The Love of Impossible Sums
By Panayotis Cacoyannis
Reviewed by Casey Dorman
With some major exceptions, such as Graham Greene, John LeCarre, or Raymond Chandler, we often have to choose between reading a literary novel or a suspense novel. While Panayotis Cacoyannis’ The Love of Impossible Sums is not a spy thriller or a detective novel, it manages to be a literary gem that contains all the suspense of a good thriller. In this case, the suspense involves mystery — how does a character know what she seems to know?— and the fate of a relationship — whose, if anyone’s, affection and loyalty will survive the impact of the constant revelations that threaten to destroy them?
Cacoyannis’ literary talents are displayed on nearly every page of the novel, but especially in his descriptions of London : “In the main road far ahead, traffic moves like brushstrokes of illumination that sweep across an ever-changing canvas with a rhythm as irregular as my own heartbeat.” Like the sculptor that he also is, Cacoyannis makes simple objects come alive: “Painted cast iron columns, with intricately moulded capitals, frame the entrance to an enormous lift. The metal grills of its sliding scissor gate open like a concertina, to an interior buzzing with a constant phosphorescence, an ooze of yellow luminosity that sounds almost radioactive.”
Within the gentle wrappings of such picturesque language the central characters, which might be two, Ollie and Alex, but are really six members of an ensemble cast including the two of them and Claw, a female physician, her ex-husband, Sigismund, and his partner, William, and Claw’s current husband, Patrick. They’ve all mixed and matched in the past and as Ollie and Alex explore their own relationship, the past and current activities of the others continually intrude and reveal connections that Ollie, especially, never imagined.

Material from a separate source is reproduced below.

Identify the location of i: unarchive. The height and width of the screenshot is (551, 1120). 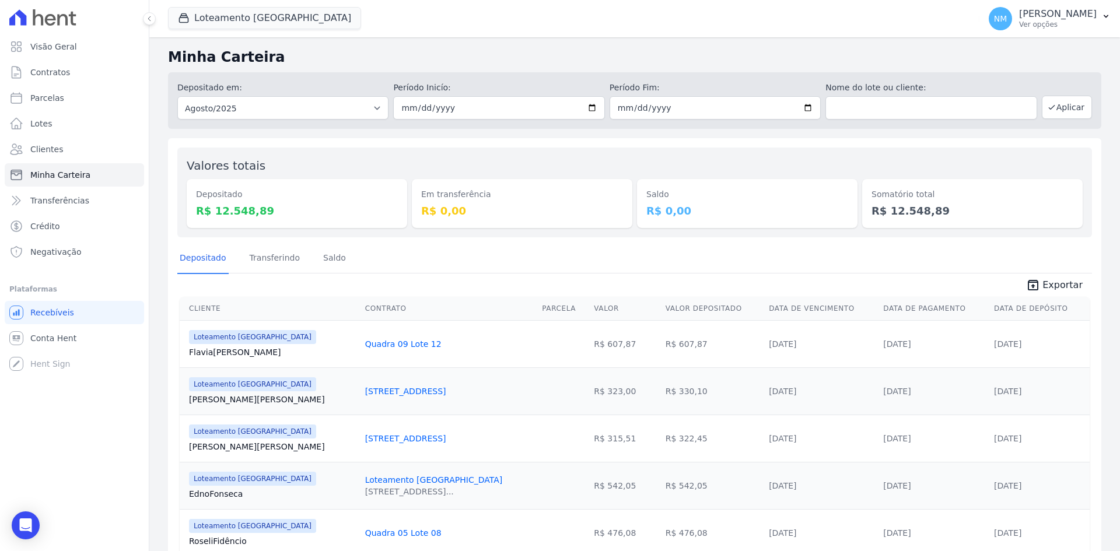
(1033, 285).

At the center of the story is Ollie’s struggle with the loss of his wife, Eden, three years earlier, and his promise to her that he would find happiness and not be deterred in doing so by her loss. When happiness with Alex, who lost her husband a year previously, seems imminent, Ollie cannot fully overcome the guilt he feels for moving on past his grief. His struggle is compounded by Alex’s eerie familiarity with his plight, which gradually becomes a revelation of how her own loss of her husband, Sam, involved nearly all the others who also populated Ollie’s and Eden’s life.

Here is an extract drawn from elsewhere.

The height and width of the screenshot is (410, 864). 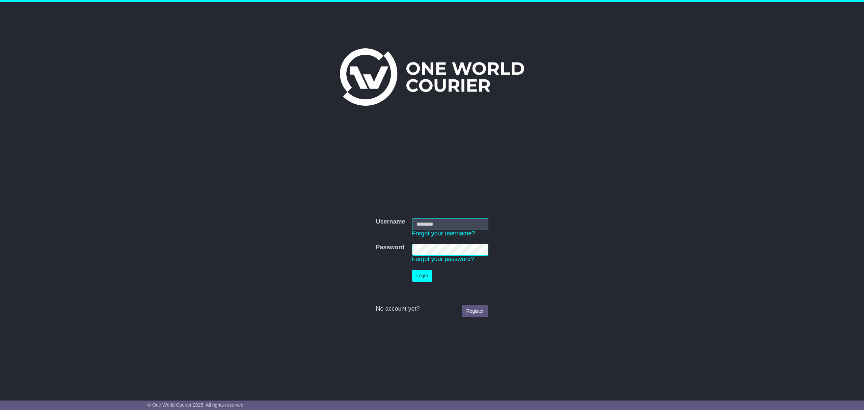 What do you see at coordinates (432, 309) in the screenshot?
I see `div: No account yet?` at bounding box center [432, 309].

The story weaves in and out, and the emotions Ollie feels and are often echoed by either Alex or other members of their group, are presented so convincingly that they seem real to the reader. Ollie and Alex try to support a relationship that both of them seem barely ready to enter and they are exquisitely tender, careful and caring toward the other. It is a sweet story, but one with an undercurrent of suspicion about whether their relationship is real or a substitute for the one that each of them lost.
It’s difficult to imagine that an entire novel could almost completely revolve around a brief, but deep and emotional encounter between two people, but it does, and it does so in a way that captivates and pulls the reader into the consciousness of Ollie and the agony of resuming a life after losing the most important thing in it. I was so far drawn into the story that I regretted every time I had to put it down and looked forward to picking it up again to continue. The Love of Impossible Sums is a wonderful, emotional novel. I recommend it to everyone.